USS Clueless - More practical problems
     
     
 

Stardate 20020924.1903

(Captain's log): I may as well run through some of the other alternate-energy pipe dreams and point out their flaws:

Geothermal: It works in Iceland, but Iceland is one big volcano. The number of actual sites in the US where geothermal is practical is small, and they're all isolated, and most of those are in national parks. (The best geothermal source we own is Yellowstone. The second best is Mauna Loa.) Geothermal releases huge amounts of sulphur gases, and if you use equipment to remove that it also consumes most of the energy. Even if fully developed, the energy generation would be miniscule by comparison to our total consumption.

Solar: I talked about that here. Solar can also be used for water heating and home heating in some areas, but the total energy involved is not that great in the grand scheme of things, and it requires an impressive amount of equipment to be purchased and installed per megawatt.

Wind: It isn't where we need it, and it isn't when we need it, and there ain't enough of it. The power grid has to adjust its energy generation to match consumption, and we can't turn the wind on when we need more energy. The source is diffuse and it requires a massive investment to make and install all the windmills. There are not all that many appropriate sites where the wind is regularly strong and a lot of the places where that's true (e.g. the Columbia River Gorge) are protected areas.
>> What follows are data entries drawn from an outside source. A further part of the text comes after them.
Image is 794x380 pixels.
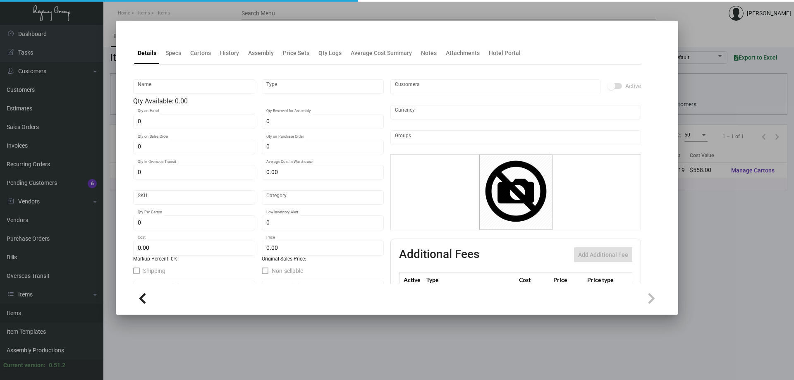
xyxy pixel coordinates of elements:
[220,49,239,58] div: History
[626,81,641,91] span: Active
[165,49,181,58] div: Specs
[400,273,425,287] th: Active
[351,49,412,58] div: Average Cost Summary
[552,273,585,287] th: Price
[421,49,437,58] div: Notes
[585,273,623,287] th: Price type
[517,273,551,287] th: Cost
[578,252,628,258] span: Add Additional Fee
[446,49,480,58] div: Attachments
[248,49,274,58] div: Assembly
[395,134,637,141] input: Add new..
[574,247,633,262] button: Add Additional Fee
[424,273,517,287] th: Type
[133,96,384,106] div: Qty Available: 0.00
[319,49,342,58] div: Qty Logs
[190,49,211,58] div: Cartons
[138,49,156,58] div: Details
[49,361,65,370] div: 0.51.2
[3,361,46,370] div: Current version:
[399,247,480,262] h2: Additional Fees
[143,266,165,276] span: Shipping
[272,266,303,276] span: Non-sellable
[283,49,309,58] div: Price Sets
[395,84,597,90] input: Add new..
[489,49,521,58] div: Hotel Portal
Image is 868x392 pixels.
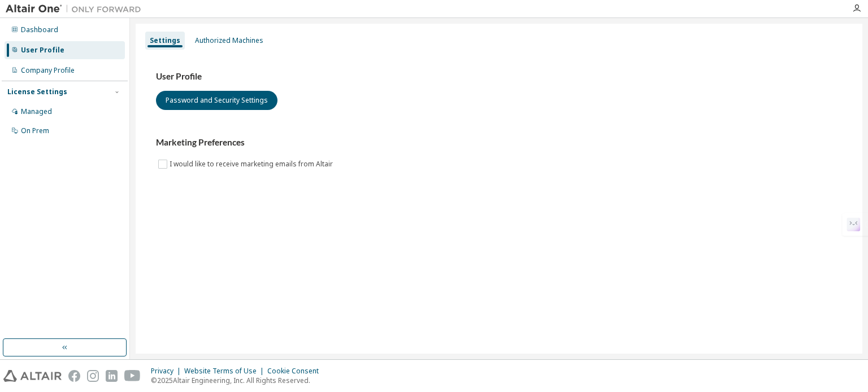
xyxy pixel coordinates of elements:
img: Altair One [6,3,147,15]
div: Settings [150,36,180,45]
button: Password and Security Settings [156,91,277,110]
div: Cookie Consent [267,367,326,376]
img: facebook.svg [68,371,80,382]
img: altair_logo.svg [3,371,62,382]
div: On Prem [21,127,49,135]
div: Website Terms of Use [184,367,267,376]
div: Dashboard [21,25,58,34]
h3: User Profile [156,71,842,82]
div: License Settings [7,88,67,97]
div: Privacy [151,367,184,376]
div: Company Profile [21,66,75,75]
div: Managed [21,107,52,116]
img: youtube.svg [124,371,141,382]
img: linkedin.svg [105,371,117,382]
h3: Marketing Preferences [156,137,842,149]
div: Authorized Machines [195,36,263,45]
img: instagram.svg [87,371,99,382]
p: © 2025 Altair Engineering, Inc. All Rights Reserved. [151,376,326,386]
label: I would like to receive marketing emails from Altair [170,158,335,171]
div: User Profile [21,46,64,55]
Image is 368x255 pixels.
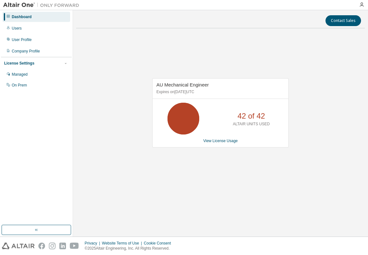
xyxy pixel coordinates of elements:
[12,14,32,19] div: Dashboard
[12,72,28,77] div: Managed
[85,245,175,251] p: © 2025 Altair Engineering, Inc. All Rights Reserved.
[59,242,66,249] img: linkedin.svg
[49,242,56,249] img: instagram.svg
[203,138,238,143] a: View License Usage
[70,242,79,249] img: youtube.svg
[12,37,32,42] div: User Profile
[12,49,40,54] div: Company Profile
[326,15,361,26] button: Contact Sales
[4,61,34,66] div: License Settings
[85,240,102,245] div: Privacy
[144,240,175,245] div: Cookie Consent
[12,26,22,31] div: Users
[156,82,209,87] span: AU Mechanical Engineer
[2,242,35,249] img: altair_logo.svg
[233,121,270,127] p: ALTAIR UNITS USED
[238,110,265,121] p: 42 of 42
[156,89,283,95] p: Expires on [DATE] UTC
[3,2,83,8] img: Altair One
[102,240,144,245] div: Website Terms of Use
[38,242,45,249] img: facebook.svg
[12,83,27,88] div: On Prem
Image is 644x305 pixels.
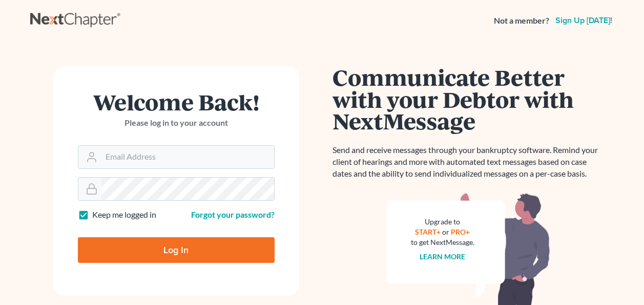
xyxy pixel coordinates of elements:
label: Keep me logged in [92,209,156,221]
input: Email Address [102,145,274,168]
a: PRO+ [451,227,470,236]
strong: Not a member? [494,15,550,27]
h1: Communicate Better with your Debtor with NextMessage [332,66,605,132]
input: Log In [78,237,275,262]
a: Forgot your password? [191,209,275,219]
p: Please log in to your account [78,117,275,129]
div: Upgrade to [411,216,474,226]
span: or [443,227,449,236]
a: START+ [415,227,441,236]
a: Learn more [420,252,465,261]
p: Send and receive messages through your bankruptcy software. Remind your client of hearings and mo... [332,144,605,180]
h1: Welcome Back! [78,91,275,113]
div: to get NextMessage. [411,237,474,247]
a: Sign up [DATE]! [554,17,615,24]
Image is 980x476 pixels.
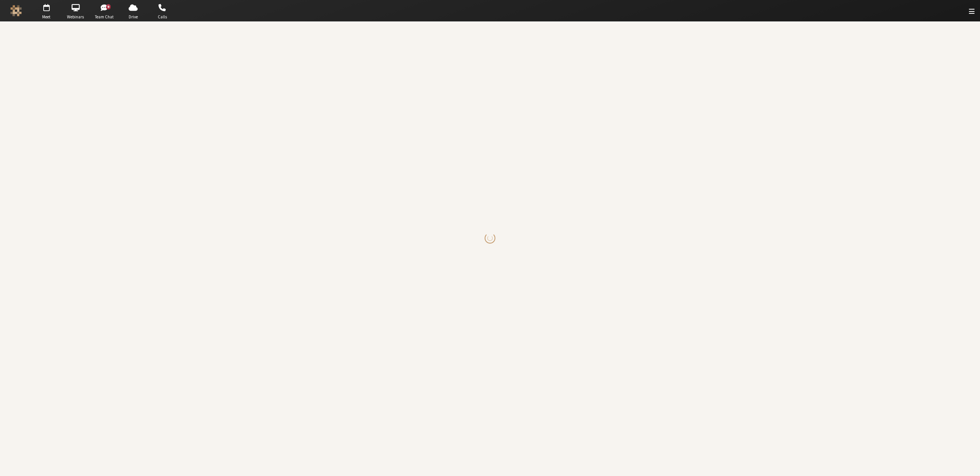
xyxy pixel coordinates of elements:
[10,5,21,17] img: Iotum
[120,14,146,20] span: Drive
[91,14,118,20] span: Team Chat
[62,14,88,20] span: Webinars
[33,14,60,20] span: Meet
[149,14,176,20] span: Calls
[106,5,111,9] div: 9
Windmill farms are an eyesore, and they kill a lot of birds. (A lot of birds.) The equipment is large, complicated and will require a lot of repair to keep working; the resulting energy will be inadequate and unreasonably expensive per unit energy yield. And I'm still not convinced that it won't take years before any given windmill finally yields as much total energy as it took to make it, transport it and install it. Ireland is making a massive investment in wind power, but when they're finished and have fully deployed all sites it's only going to generate 520 megawatts, when the wind is blowing. That's one eighth of the power generated by The Dalles Dam.

Fusion: wake me when it actually works.

Solar satellites: In about a hundred years this will be fine. But until we have solved the minor problem of cheap bulk cargo delivery to orbit, it isn't feasible. (The only other way is to make them in orbit, using material from the Moon, and that is an even more massive problem. It would require establishment of a Moon colony, for one thing. And even that requires bulk cargo delivery from Earth to orbit.) As it currently stands, there are physical reasons why the cost in energy of putting such a satellite into orbit is huge, and it would take a long time before such a satellite paid for itself in energy terms, let alone financially.

Tides: Harnessing the power of tides isn't all that easy. The original proposal was to create pools which filled at high tide, and then drained out through fairly standard turbine electrical generators as the tide fell again. The energy generation is intermittent and not timed to usage. And there's a much larger problem having to do with how turbines work. As a general rule, efficiency of a turbine increases as a function of the pressure being fed through it, and in most parts of the world the tide only goes up and down a few feet. That doesn't provide enough head to actually make turbines work well even if you wait until absolute low tide before beginning to drain your pool. (The turbines in The Dalles Dam are designed to utilize 81 feet of head, which is to say that the surface of the reservoir should be 81 feet above the turbines. No place in the world has tides remotely like that except the Bay of Fundy.) Which means that to generate any kind of significant power this way you need a really big pool and a heck of a lot of turbines, because the conversion process will be extremely inefficient. I don't believe this can be scaled up to the point of creating enough energy total to actually make any difference, especially considering the ecological damage it would do to coastal waters where it was deployed. Another big problem with tides is that it's saltwater, which is highly corrosive to both metal and concrete.

Fission: Completely practical from an engineering standpoint. Completely useless from a political and economic standpoint, at least in the US. The cost of a new fission plant is stratospheric now because of the amount of liability insurance it would have to carry, even if for no other reason. And the regulatory burden is beyond belief. It's been something like twenty years since the last design start for a fission plant in the US, and since the WPPS fiasco, no investor will be willing to take the chance again until something drastically changes.

Coal: Coal works really well. That's why it's our primary source of energy.

UPDATE 20020925: Different people have written in to point out two major omissions from the above.